Blogola

Blogola
Payola for blogs: freebies offered to bloggers in return for favorable coverage.

Reporting recently for NPR, David Schaper wrote:

The growing rift in the blogosphere over what some are calling “blogola” was among the issues discussed at the fifth annual Blog-Her conference in Chicago.
Blogola” is the free goodies, products, trips and other perks many marketers are giving to bloggers in hopes of getting favorable publicity or positive reviews. It’s a hot topic among “mommy-bloggers” in particular, who are proving to be quite influential with their readers.
According to a May 2009 report in Business Week, the days of blogola may be numbered:
back-scratching endorsements could become tougher under a coming set of Federal Trade Commission guidelines designed to clarify how companies can court bloggers to write about their products. This summer, the government agency is expected to issue new advertising guidelines that will require bloggers to disclose when they’re writing about a sponsor’s product and voicing opinions that aren’t their own. The new FTC guidelines say that blog authors should disclose when they’re being compensated by an advertiser to discuss a product.
(The term blogola seems to have been in use since 2006. Update | An eagle-eyed co-vocabularist directs our attention to this 2004 post on the Althouseblog: “An emailer writes that there should be a spiffy little word for blogger payola, like “blogola.” Maybe we could also do with a word for blog product placement, like maybe “product blogment.”)


Dictionary of unconsidered lexicographical trifles. 2014.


> WHAT TO DO
In the lines below, look for "leader". Copy each line where it appears.
BEGIN GIVEN ENTRIES
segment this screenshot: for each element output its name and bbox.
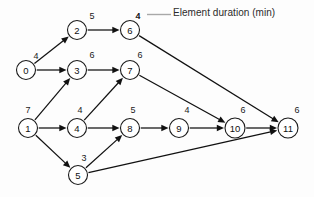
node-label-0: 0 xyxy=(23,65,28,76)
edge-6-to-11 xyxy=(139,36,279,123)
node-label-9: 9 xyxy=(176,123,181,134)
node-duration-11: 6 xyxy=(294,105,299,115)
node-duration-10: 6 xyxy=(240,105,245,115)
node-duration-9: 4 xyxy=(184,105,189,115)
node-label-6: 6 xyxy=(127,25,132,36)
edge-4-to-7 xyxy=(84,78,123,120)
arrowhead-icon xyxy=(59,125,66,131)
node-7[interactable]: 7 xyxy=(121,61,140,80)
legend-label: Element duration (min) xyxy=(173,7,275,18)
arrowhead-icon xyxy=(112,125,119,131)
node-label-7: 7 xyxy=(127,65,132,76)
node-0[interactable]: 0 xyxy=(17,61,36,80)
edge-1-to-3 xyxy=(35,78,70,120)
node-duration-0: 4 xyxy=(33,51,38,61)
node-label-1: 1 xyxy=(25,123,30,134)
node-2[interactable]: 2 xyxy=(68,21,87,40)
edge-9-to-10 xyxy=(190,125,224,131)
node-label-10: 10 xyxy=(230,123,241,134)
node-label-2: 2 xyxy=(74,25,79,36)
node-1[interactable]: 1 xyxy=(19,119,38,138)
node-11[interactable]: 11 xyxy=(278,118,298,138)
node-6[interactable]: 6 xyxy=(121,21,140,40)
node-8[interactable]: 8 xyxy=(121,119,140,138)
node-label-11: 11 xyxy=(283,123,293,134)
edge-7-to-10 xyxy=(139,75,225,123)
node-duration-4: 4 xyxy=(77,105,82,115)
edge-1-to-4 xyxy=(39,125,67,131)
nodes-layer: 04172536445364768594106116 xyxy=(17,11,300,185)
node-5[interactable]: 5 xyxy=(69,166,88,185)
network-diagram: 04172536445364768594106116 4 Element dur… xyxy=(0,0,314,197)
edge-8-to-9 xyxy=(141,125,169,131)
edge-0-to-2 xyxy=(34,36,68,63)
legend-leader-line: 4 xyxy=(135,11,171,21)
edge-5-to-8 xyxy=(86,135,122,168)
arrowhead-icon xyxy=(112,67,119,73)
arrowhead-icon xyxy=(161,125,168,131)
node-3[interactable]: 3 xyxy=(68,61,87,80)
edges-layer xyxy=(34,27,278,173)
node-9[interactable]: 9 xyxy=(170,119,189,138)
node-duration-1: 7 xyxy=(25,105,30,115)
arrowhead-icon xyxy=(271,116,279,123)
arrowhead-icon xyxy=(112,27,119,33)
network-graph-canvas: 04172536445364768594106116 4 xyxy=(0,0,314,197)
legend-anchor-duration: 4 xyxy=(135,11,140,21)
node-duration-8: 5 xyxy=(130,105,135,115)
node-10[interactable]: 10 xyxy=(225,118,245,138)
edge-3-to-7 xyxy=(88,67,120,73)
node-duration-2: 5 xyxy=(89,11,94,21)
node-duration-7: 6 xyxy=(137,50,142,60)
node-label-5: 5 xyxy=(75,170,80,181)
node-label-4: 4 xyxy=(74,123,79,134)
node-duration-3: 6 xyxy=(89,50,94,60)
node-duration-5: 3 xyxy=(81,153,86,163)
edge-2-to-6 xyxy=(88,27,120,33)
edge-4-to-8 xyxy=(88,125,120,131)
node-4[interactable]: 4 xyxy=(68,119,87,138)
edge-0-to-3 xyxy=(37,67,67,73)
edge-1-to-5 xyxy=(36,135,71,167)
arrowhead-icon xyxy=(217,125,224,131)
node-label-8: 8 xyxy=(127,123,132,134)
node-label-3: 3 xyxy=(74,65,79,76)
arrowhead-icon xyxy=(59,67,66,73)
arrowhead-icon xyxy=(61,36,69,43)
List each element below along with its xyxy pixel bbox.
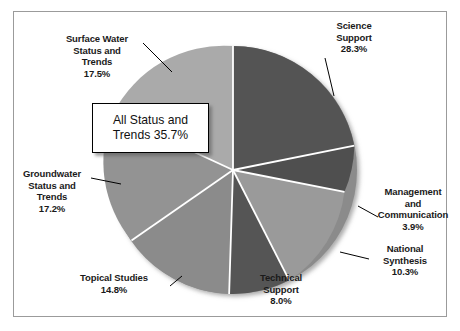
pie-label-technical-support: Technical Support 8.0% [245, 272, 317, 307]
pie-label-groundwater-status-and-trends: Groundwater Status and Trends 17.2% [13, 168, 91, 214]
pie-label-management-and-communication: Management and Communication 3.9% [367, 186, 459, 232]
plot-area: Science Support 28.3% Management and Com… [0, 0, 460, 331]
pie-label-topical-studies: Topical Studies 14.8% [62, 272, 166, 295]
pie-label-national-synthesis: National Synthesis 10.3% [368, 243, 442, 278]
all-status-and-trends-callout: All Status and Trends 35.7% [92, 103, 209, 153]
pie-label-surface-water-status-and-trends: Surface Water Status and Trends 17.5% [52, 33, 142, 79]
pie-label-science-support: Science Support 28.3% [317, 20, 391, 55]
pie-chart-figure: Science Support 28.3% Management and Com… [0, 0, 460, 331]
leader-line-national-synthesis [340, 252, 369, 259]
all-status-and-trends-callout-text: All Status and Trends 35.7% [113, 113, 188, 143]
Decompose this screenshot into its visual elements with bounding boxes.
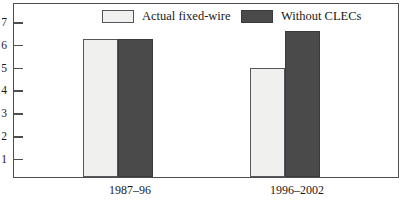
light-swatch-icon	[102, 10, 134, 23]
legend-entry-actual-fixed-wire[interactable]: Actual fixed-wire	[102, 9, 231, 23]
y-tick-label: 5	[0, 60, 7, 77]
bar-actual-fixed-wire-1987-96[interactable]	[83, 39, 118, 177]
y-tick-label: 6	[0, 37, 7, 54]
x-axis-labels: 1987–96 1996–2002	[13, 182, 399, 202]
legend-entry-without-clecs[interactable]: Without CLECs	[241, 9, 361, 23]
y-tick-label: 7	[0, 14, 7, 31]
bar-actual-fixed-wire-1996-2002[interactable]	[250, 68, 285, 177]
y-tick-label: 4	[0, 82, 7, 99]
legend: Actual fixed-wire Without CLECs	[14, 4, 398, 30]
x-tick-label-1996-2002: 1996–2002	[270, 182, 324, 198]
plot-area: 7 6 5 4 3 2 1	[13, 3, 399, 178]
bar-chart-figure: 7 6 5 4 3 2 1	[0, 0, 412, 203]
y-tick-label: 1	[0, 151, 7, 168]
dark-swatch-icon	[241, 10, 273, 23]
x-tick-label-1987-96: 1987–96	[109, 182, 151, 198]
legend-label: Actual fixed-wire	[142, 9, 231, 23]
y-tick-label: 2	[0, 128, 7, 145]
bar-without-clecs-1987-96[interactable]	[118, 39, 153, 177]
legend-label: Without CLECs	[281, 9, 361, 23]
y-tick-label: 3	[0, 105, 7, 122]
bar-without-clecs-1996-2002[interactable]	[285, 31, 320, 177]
END GIVEN ENTRIES
BEGIN GIVEN ENTRIES
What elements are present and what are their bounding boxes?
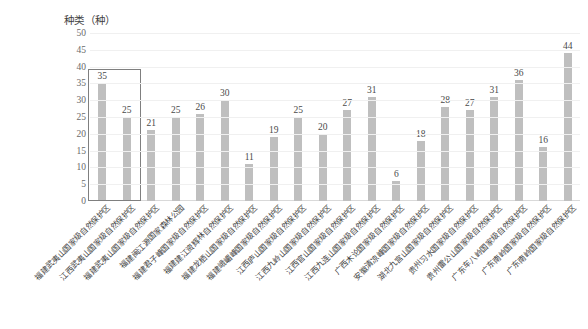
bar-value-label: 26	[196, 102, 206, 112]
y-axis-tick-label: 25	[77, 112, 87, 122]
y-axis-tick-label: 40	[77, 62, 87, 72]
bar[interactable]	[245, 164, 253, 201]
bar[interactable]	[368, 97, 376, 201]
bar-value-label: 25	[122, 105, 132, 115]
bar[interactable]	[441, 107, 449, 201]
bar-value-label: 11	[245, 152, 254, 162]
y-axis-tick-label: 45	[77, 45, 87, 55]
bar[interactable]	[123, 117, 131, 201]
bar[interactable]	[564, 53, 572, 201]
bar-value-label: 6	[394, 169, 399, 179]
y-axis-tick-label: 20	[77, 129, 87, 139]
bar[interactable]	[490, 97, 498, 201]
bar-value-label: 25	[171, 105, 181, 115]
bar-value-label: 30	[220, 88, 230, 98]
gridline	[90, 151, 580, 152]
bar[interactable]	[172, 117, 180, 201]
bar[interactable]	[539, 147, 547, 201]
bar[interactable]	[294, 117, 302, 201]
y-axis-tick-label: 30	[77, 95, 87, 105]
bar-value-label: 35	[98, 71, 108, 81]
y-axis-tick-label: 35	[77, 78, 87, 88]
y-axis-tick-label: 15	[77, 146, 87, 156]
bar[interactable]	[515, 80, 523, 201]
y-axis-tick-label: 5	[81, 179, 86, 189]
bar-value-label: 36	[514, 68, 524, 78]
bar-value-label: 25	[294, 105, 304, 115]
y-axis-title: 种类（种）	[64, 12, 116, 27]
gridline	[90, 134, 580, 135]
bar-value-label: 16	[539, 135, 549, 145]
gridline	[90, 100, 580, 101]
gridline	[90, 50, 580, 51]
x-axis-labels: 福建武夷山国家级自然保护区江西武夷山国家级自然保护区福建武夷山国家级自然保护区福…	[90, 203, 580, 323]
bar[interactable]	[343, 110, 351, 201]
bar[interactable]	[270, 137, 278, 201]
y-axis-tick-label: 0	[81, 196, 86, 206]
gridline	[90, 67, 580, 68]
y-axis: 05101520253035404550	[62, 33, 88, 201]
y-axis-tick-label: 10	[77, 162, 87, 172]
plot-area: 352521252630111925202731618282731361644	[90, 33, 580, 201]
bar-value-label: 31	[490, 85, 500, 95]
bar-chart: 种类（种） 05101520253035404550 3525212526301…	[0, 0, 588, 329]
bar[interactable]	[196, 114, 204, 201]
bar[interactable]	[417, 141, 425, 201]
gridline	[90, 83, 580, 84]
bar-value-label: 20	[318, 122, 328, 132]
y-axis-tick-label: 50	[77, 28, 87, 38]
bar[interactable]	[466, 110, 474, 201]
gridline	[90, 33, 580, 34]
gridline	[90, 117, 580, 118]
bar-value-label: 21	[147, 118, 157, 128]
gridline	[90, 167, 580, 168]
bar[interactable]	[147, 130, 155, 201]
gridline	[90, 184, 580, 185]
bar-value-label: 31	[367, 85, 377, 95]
END GIVEN ENTRIES
BEGIN GIVEN ENTRIES
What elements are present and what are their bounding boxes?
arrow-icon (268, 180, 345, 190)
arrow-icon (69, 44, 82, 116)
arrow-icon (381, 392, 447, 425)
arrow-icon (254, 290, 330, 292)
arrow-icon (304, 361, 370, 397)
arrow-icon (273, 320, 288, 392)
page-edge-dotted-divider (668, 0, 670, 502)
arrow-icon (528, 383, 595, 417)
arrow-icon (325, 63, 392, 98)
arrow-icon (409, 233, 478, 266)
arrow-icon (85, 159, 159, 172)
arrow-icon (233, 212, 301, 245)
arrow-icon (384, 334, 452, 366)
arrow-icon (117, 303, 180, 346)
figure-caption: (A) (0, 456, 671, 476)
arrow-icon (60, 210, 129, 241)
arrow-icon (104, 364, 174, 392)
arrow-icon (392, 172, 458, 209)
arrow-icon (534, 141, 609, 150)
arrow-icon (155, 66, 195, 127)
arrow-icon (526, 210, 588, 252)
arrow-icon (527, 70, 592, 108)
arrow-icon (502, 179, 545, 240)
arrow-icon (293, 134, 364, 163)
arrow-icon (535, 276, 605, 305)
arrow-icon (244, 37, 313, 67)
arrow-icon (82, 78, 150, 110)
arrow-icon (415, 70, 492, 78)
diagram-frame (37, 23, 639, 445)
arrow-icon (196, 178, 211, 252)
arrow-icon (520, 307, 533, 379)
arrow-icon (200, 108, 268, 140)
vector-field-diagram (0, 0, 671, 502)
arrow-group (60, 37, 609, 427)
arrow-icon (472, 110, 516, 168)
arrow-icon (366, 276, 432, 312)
END GIVEN ENTRIES
> YOUR RESPONSE
legend-leader-line: 4 xyxy=(135,11,171,21)
leader-line-national-synthesis [340, 252, 369, 259]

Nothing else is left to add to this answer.